Okay there's probably a better way to do this, but this worked.

def cleanup(path):
    for f in os.scandir(path):
        if f.is_file():
            f = f.path.split('/')[1]
            filename = f.split('.')[0]
            extension = f.split('.')[1]
            date = []
            for _ in filename.split('-'):
                try:
                    int(_)
                    date.append(_)
                except ValueError:
                    username = _
            old_name = path + '/' + f
            new_name = path + '/' + '-'.join(date) + '-' + username + '.' + extension
            os.rename(old_name, new_name)

Glad the idea that path was a folder triggered you to look at an alternative solution.

Well done on finding a solution!

Good work!

I think that question could do with a little more clarity, if I'm honest. Although I've not seen the video so I lack the context the challenge is posed within.

Steve.

That '/' after the path was key for me. The path they provide is only the name with no slashes.

Chris Freeman
Chris Freeman
Treehouse Moderator 68,441 Points

Great Job figuring this out. A few comments on the your code:

  • os.scandir returns os.DirEntry objects. From the docs, f.path is f's "full path name: equivalent to os.path.join(scandir_path, f.name)". Since you already know path and f.name, recreating the full path then re-dissecting it seems redundant. You can start with f.name
  • using _ as a loop variable name usually means its thrown away. It's better to pick an actual variable name if you use it, such as, "date_segment"
  • Your code may fail if the username is all ints. Luckily the test data doesn't have this condition.
  • using os.path.join might be cleaner in creating the old and new names
  • using a regex test on the file name might be clear to detect if a username comes first: r'^(?P<username>[\w0-9]+)-(?P<date>\d+-\d+-\d+)(?P<ext>\.\w+)$'
Thomas Smith
Thomas Smith
23,240 Points

The IndexError implies that the list created by splitting at "." only contains one item, which is weird because the challenge specifies that the filename string being passed into the function has an extension.

In your code, you're returning something with the username first; that's what the filename came as. The username should be last, before the extension, shouldn't it? You've also got two dashes next to each other?

That won't solve the problem, I don't think.

Let me try your code in PyCharm ...

Your code drops the zero in the month too. Running:

print(cleanup("shunter-2012-04-29.exe"))

outputs

shunter-2012-4-29.exe

It should output

2012-04-29-shunter.exe

I think.

Ignore the "double dash" nonsense - I skim-read it and missed the join(). Derp!

I'm confused but am not sure what the question is asking. The parameter is a path to a local directory. There will be many files in that directory whose name structure needs to change.

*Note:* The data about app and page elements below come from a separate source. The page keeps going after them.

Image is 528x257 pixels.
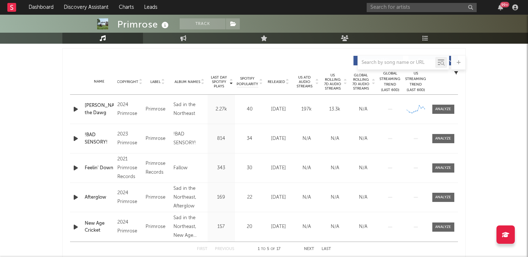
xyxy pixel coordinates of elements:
[249,244,289,253] div: 1 5 17
[294,135,319,142] div: N/A
[266,164,291,172] div: [DATE]
[268,80,285,84] span: Released
[261,247,265,250] span: to
[294,194,319,201] div: N/A
[294,106,319,113] div: 197k
[237,194,262,201] div: 22
[498,4,503,10] button: 99+
[351,223,375,230] div: N/A
[351,164,375,172] div: N/A
[146,222,170,231] div: Primrose
[367,3,477,12] input: Search for artists
[304,247,314,251] button: Next
[405,71,427,93] div: US Streaming Trend (Last 60D)
[323,135,347,142] div: N/A
[500,2,509,7] div: 99 +
[173,130,206,147] div: !BAD SENSORY!
[150,80,161,84] span: Label
[117,188,141,206] div: 2024 Primrose
[351,135,375,142] div: N/A
[321,247,331,251] button: Last
[294,75,314,88] span: US ATD Audio Streams
[174,80,200,84] span: Album Names
[197,247,207,251] button: First
[237,223,262,230] div: 20
[209,223,233,230] div: 157
[85,79,114,84] div: Name
[117,100,141,118] div: 2024 Primrose
[351,194,375,201] div: N/A
[173,184,206,210] div: Sad in the Northeast, Afterglow
[209,194,233,201] div: 169
[173,100,206,118] div: Sad in the Northeast
[358,60,435,66] input: Search by song name or URL
[237,164,262,172] div: 30
[323,73,343,91] span: US Rolling 7D Audio Streams
[294,223,319,230] div: N/A
[85,164,114,172] a: Feelin' Down
[237,135,262,142] div: 34
[209,164,233,172] div: 343
[323,106,347,113] div: 13.3k
[209,106,233,113] div: 2.27k
[173,163,187,172] div: Fallow
[117,18,170,30] div: Primrose
[209,75,229,88] span: Last Day Spotify Plays
[351,106,375,113] div: N/A
[215,247,234,251] button: Previous
[266,194,291,201] div: [DATE]
[146,159,170,177] div: Primrose Records
[209,135,233,142] div: 814
[117,130,141,147] div: 2023 Primrose
[173,213,206,240] div: Sad in the Northeast, New Age Cricket
[85,220,114,234] a: New Age Cricket
[323,164,347,172] div: N/A
[379,71,401,93] div: Global Streaming Trend (Last 60D)
[236,76,258,87] span: Spotify Popularity
[146,134,170,143] div: Primrose
[146,193,170,202] div: Primrose
[294,164,319,172] div: N/A
[266,106,291,113] div: [DATE]
[85,131,114,146] a: !BAD SENSORY!
[117,80,138,84] span: Copyright
[117,155,141,181] div: 2021 Primrose Records
[351,73,371,91] span: Global Rolling 7D Audio Streams
[117,218,141,235] div: 2024 Primrose
[266,223,291,230] div: [DATE]
[271,247,275,250] span: of
[85,102,114,116] a: [PERSON_NAME] the Dawg
[85,194,114,201] a: Afterglow
[266,135,291,142] div: [DATE]
[237,106,262,113] div: 40
[323,223,347,230] div: N/A
[323,194,347,201] div: N/A
[180,18,225,29] button: Track
[146,105,170,114] div: Primrose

We know how to manipulate the filename - we now need to use the passed-in path to access all the files in that directory to change the names.

I dunno how to do that - I've not done this course!

Steve.

Thomas Smith
Thomas Smith
23,240 Points

I'm confused as well. The challenge has us import the os library, but I don't see how that's supposed to be used when we're apparently just modifying a string.

I fixed the bugs you showed me, but of course it's still giving me an IndexError

def cleanup(path):
    filename = path.split('.')
    date = []
    for _ in filename[0].split('-'):
        try:
            int(_)
            date.append(_)
        except ValueError:
            username = _
    extension = filename[1]
    return '-'.join(date) + '-' + username + '.' + extension

I don't think it is about modifying a string.

I think that path is a location of a folder that contains a lot of files which need modifying.